The TAA is okay in Resident Evil 2 and 3 but if it's really that bad in Resident Evil 8 I don't know if I should buy the game. In the last two weeks I've played through Resident Evil 3, 7 and 2 and I would like to play part 8 very much but an AA as bad as in the Digital Foundry video is unacceptable to me.
I only have experience from the short-lived demo on the PC version, the specular aliasing on some of the brass fixtures was definitely noticeable vs. the checkerboarded 4K on the PS5, but then again I was also playing in 1440p as I only had a 1660 at the time. If you have a rig enough for it to be native 4K, I'd say the PC version, even with those TAA defects, will likely still deliver the best image, but it certainly could be better. It certainly wasn't like you were running the game with SMAA or anything though.
Thanks to the help of DLSS the PC version of Horizon as well as Death Stranding is by far the best to me.
Death Stranding DLSS's is indeed very good most of the time - there are some issues though with water and some light sources that flicker significantly when panning the camera, but pretty minor overall relative to the overall stability of the image when roaming across the landscape. The poor frame pacing issue with gamepads (?) makes the PC version a no-go for me sadly though.
I've recently been playing Horizon on the PC though and this has been bugging me, so gonna rant a bit here - it's far more mixed with DLSS imo. It got rave reviews for its implementation out of the gate which is certainly understandable, as outside was where their weak TAA solution was most immediately evident with the grass shimmering, with DLSS it's indeed an amazing improvement and it's evident in the first 30 seconds after firing it up. The countryside* and Meridian are virtually flawless now, going back to just TAA or running it on the PS5 and it's night and day.
Unfortunately though, it doesn't hold up when you go to indoor locations. The problem is twofold: For one, motion blur can definitely mess up
some textures, for whatever reason some surfaces really don't handle it well while others are perfectly stable, and these seem to occur largely on interiors. Still, an easy fix - just disable motion blur.
The bigger problem though seems to stem from anything interacting with steam/smoke, basically any kind of these effects which involve small particles/haze effectively 'breaks' DLSS where you get
massive shimmering/aliasing when panning the scene and this effect is overlaid.

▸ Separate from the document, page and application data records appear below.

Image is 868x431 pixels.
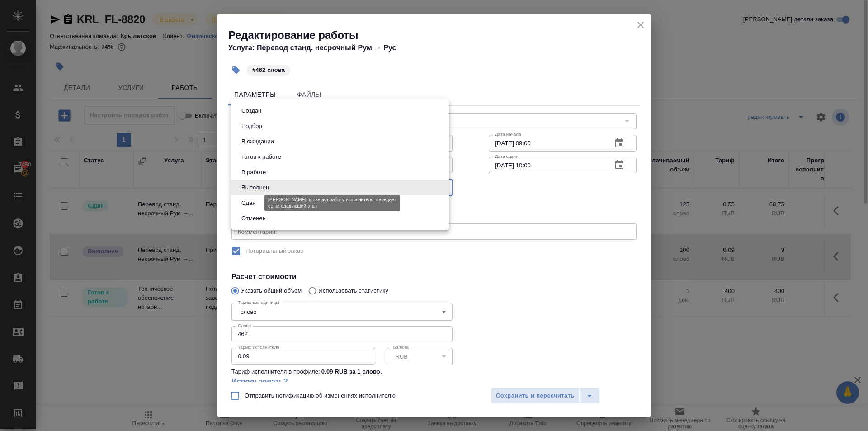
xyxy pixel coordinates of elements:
[239,136,277,146] button: В ожидании
[239,167,268,178] button: В работе
[239,152,284,162] button: Готов к работе
[239,121,265,131] button: Подбор
[239,106,264,116] button: Создан
[239,198,258,208] button: Сдан
[239,213,268,224] button: Отменен
[239,183,272,192] button: Выполнен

For the most part you don't get this outdoors - fog by itself doesn't seem to exhibit this flaw and blends properly, but you can notice small examples of this when panning the scene and looking how it interacts with the smoke/heat distortion effect from a recently lit savepoint fire - the smoke blending with the foliage behind it causes anything it touches to seemingly render at a much lower resolution, so bad it looks like TAA is not even enabled entirely when you move the camera and the foliage sparkles and shimmers as it moves through the smoke. Still though, that's a small window for that effect to even be visible so not a huge deal.
Where this really becomes evident however is places like Cauldrons, which unfortunately have
lots of steam constantly going. This causes tons of shimmering/aliasing on many surfaces in these structures during movement. The same for inside the mountain and other levels like Makers End - relative to the time you spend in the wilderness they're a minority, but they're still pretty significant chunks of the game. Checkerboarded 4K on the PS5, or even just using the 'simple' scaling setting actually produces a far more stable image in these locations, it's that bad. I don't know if Guerilla missed this when doing their DLSS implementation, my guess is that the blending effect is being based off of the internal res rather than the output, albeit even that doesn't fully explain it (1440p straight looks more stable). Sucks though as it's such a discrepancy with how it looks outdoors.

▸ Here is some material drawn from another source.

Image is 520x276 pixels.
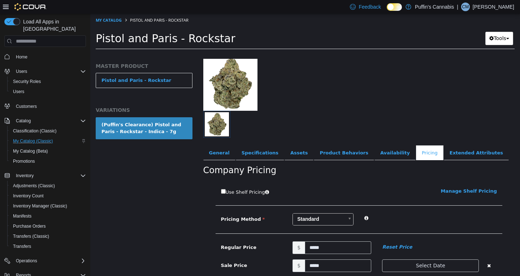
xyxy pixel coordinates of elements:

*Edit - Just got to the desert section. Blowing dust constantly - and it has the same effect, which basically means the vegetation is constantly fizzing and popping in this huge area. Gotta say HZD actually has one of the poorer DLSS implementations because of this, it has excellent clarity and motion resolution...with the exception of any interaction with a dust particle effect - which is everywhere in the game. Dumb.